L i b r a i r i e . . .

P r e m i e r e . . .

E l i z a  D u s h k u . . .

 

By Lauren Waterman

The sultry young star of The New Guy and City by the Sea is good at acting bad.

For a young actor to claim to have “fallen” into film is something of a cliché - many say so as a catchall to describe the various ways a PYT is granted a foothold in the industry. Discovered while deejaying Gwynnie’s birthday party ? Spotted in a high school locker room by a director scouting the location ? Inevitably, they’ll gloss over any subsequent striving and say that they just “fell into it,” as though building a career in Hollywood were no different than stumbling down a rabbit hole.
So it’s refreshing to hear Eliza Dushku say she fell into acting and mean it literally. She fell. That’s what she did. At ten, she tagged along with her brother on a commercial audition, and when she tripped on the stairs and came up with a bloody nose, she did exactly what any born star would do. “I turned into instant drama queen,” she says with a smile, “crying and screaming, and everyone was like, ‘Who’s the kid ?’ ”

Little Eliza began going on her own auditions and promptly snagged parts opposite big stars in That Night and True Lies. But it wasn’t until Dushku - officially all grown up after breaking from the biz to finish high school - played a bad-seed slayer on Buffy the Vampire Slayer that her career really started to roll. Since then, she’s been a cheerleader with a bad attitude in Bring It On, a badass jewel thief in Jay and Silent Bob Strike Back, and just plain bad in Soul Survivors. She attributes the typecasting to her tomboyish tendencies (she grew up outside of Boston with three older brothers) and her (for Hollywood) exotic looks. “People see the dark chick as the toughie, in contrast to the good, blond-haired, blue-eyed, hands-folded-in-her-lap kind of girl.” Or it could be that she’s just too good at going wrong on-camera. Whatever it is, she emphatically breaks the mold in this month’s The New Guy, playing a “pretty, perky, sweet girl.” She smiles mock-angelically and continues, “I wanted to do one for Grandma.”

Hopefully, one will be enough, because in April she’s back to the dark side, playing the recovering-addict mother of Robert De Niro’s grandson in Michael Caton-Jones’s City by the Sea. The three first worked together on This Boy’s Life, when Dushku was 12, so, she says, “they took on the role of my estranged uncles. The first day [on City by the Sea], I walked in like, ‘Hi, Bob !’ and he put his hand on his head and said, ‘God, I feel old.’ ” (The 21-year-old calls De Niro both “the ultimate teacher” and, more mischievously, “an easy target.”) Method acting wasn’t really an option for Dushku, as she was filming The New Guy simultaneously : She recalls arriving on the City set with “manicured nails and perfect hair,” only to have Caton-Jones exclaim, “Jesus, would you get a pimple or something ?” She settled on an abbreviated regimen of cigarettes and heroin documentaries on the nights before she shot her scenes. It seems likely that that was enough - a girl who can parlay a busted face into a film career without really trying could probably do just about anything she puts her mind to.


## Exercise description
Copy the records below exactly, omitting any pictures they contain.

[Input records — start]

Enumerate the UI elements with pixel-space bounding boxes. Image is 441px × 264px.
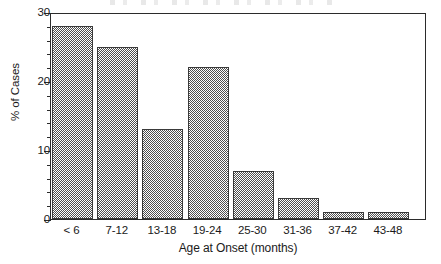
bars-layer — [51, 14, 425, 219]
x-axis-tick-labels: < 67-1213-1819-2425-3031-3637-4243-48 — [50, 224, 426, 238]
x-axis-tick-label: 43-48 — [358, 224, 418, 236]
scan-artifact — [110, 0, 340, 5]
bar — [52, 26, 93, 219]
bar — [233, 171, 274, 219]
bar-chart-figure: % of Cases 0102030 < 67-1213-1819-2425-3… — [0, 0, 441, 264]
bar — [142, 129, 183, 219]
x-axis-title: Age at Onset (months) — [50, 241, 426, 255]
bar — [97, 47, 138, 220]
plot-area — [50, 13, 426, 220]
bar — [188, 67, 229, 219]
bar — [323, 212, 364, 219]
bar — [368, 212, 409, 219]
bar — [278, 198, 319, 219]
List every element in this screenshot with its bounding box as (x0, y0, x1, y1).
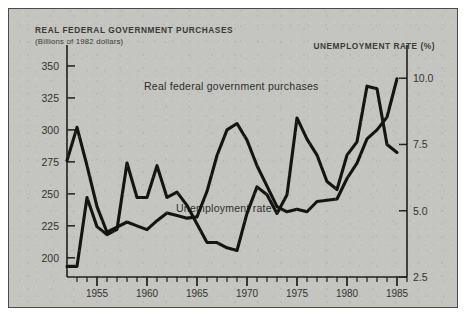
x-tick-label-1965: 1965 (186, 288, 208, 299)
y-tick-label-left-250: 250 (41, 188, 59, 200)
y-tick-label-left-350: 350 (41, 60, 59, 72)
x-tick-label-1985: 1985 (386, 288, 408, 299)
y-tick-label-left-325: 325 (41, 92, 59, 104)
y-axis-ticks-right (399, 78, 407, 277)
y-tick-label-right-7.5: 7.5 (413, 138, 428, 150)
y-tick-label-left-275: 275 (41, 156, 59, 168)
x-tick-label-1980: 1980 (336, 288, 358, 299)
x-axis-ticks (77, 277, 407, 286)
figure-root: REAL FEDERAL GOVERNMENT PURCHASES (Billi… (0, 0, 466, 316)
y-tick-label-right-2.5: 2.5 (413, 271, 428, 283)
y-tick-label-left-225: 225 (41, 220, 59, 232)
y-tick-label-right-10.0: 10.0 (413, 72, 433, 84)
plot-area (9, 9, 457, 307)
x-tick-label-1955: 1955 (86, 288, 108, 299)
x-tick-label-1970: 1970 (236, 288, 258, 299)
y-tick-label-left-200: 200 (41, 252, 59, 264)
x-tick-label-1975: 1975 (286, 288, 308, 299)
y-tick-label-right-5.0: 5.0 (413, 205, 428, 217)
chart-plate: REAL FEDERAL GOVERNMENT PURCHASES (Billi… (8, 8, 458, 308)
axis-lines (67, 45, 407, 277)
y-tick-label-left-300: 300 (41, 124, 59, 136)
x-tick-label-1960: 1960 (136, 288, 158, 299)
y-axis-ticks-left (67, 66, 75, 258)
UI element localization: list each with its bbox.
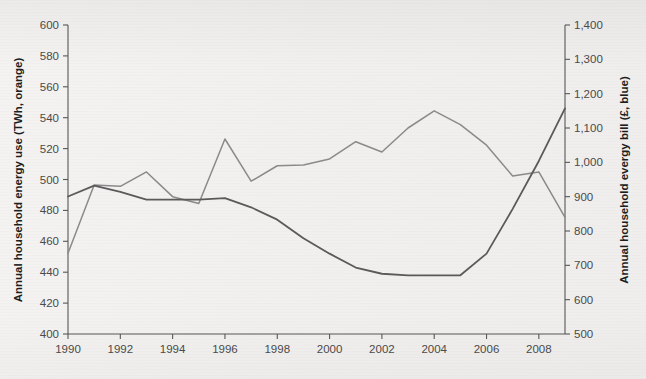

[Input records — finish]

## Written response
Enumerate the UI elements with pixel-space bounding boxes. Image is 441px × 264px.
bars-layer — [51, 14, 425, 219]
x-axis-tick-labels: < 67-1213-1819-2425-3031-3637-4243-48 — [50, 224, 426, 238]
x-axis-tick-label: 43-48 — [358, 224, 418, 236]
scan-artifact — [110, 0, 340, 5]
bar — [52, 26, 93, 219]
bar — [233, 171, 274, 219]
bar-chart-figure: % of Cases 0102030 < 67-1213-1819-2425-3… — [0, 0, 441, 264]
bar — [142, 129, 183, 219]
x-axis-title: Age at Onset (months) — [50, 241, 426, 255]
bar — [97, 47, 138, 220]
plot-area — [50, 13, 426, 220]
bar — [188, 67, 229, 219]
bar — [323, 212, 364, 219]
bar — [368, 212, 409, 219]
bar — [278, 198, 319, 219]
List every element in this screenshot with its bounding box as (x0, y0, x1, y1).
x-tick-label-1965: 1965 (186, 288, 208, 299)
y-tick-label-left-250: 250 (41, 188, 59, 200)
y-tick-label-left-350: 350 (41, 60, 59, 72)
x-tick-label-1985: 1985 (386, 288, 408, 299)
y-tick-label-left-325: 325 (41, 92, 59, 104)
y-axis-ticks-right (399, 78, 407, 277)
y-tick-label-right-7.5: 7.5 (413, 138, 428, 150)
y-tick-label-left-275: 275 (41, 156, 59, 168)
x-tick-label-1980: 1980 (336, 288, 358, 299)
x-axis-ticks (77, 277, 407, 286)
figure-root: REAL FEDERAL GOVERNMENT PURCHASES (Billi… (0, 0, 466, 316)
y-tick-label-right-2.5: 2.5 (413, 271, 428, 283)
y-tick-label-left-225: 225 (41, 220, 59, 232)
y-tick-label-right-10.0: 10.0 (413, 72, 433, 84)
plot-area (9, 9, 457, 307)
x-tick-label-1955: 1955 (86, 288, 108, 299)
x-tick-label-1970: 1970 (236, 288, 258, 299)
y-tick-label-left-200: 200 (41, 252, 59, 264)
x-tick-label-1975: 1975 (286, 288, 308, 299)
y-tick-label-right-5.0: 5.0 (413, 205, 428, 217)
chart-plate: REAL FEDERAL GOVERNMENT PURCHASES (Billi… (8, 8, 458, 308)
axis-lines (67, 45, 407, 277)
y-tick-label-left-300: 300 (41, 124, 59, 136)
x-tick-label-1960: 1960 (136, 288, 158, 299)
y-axis-ticks-left (67, 66, 75, 258)
UI element localization: list each with its bbox.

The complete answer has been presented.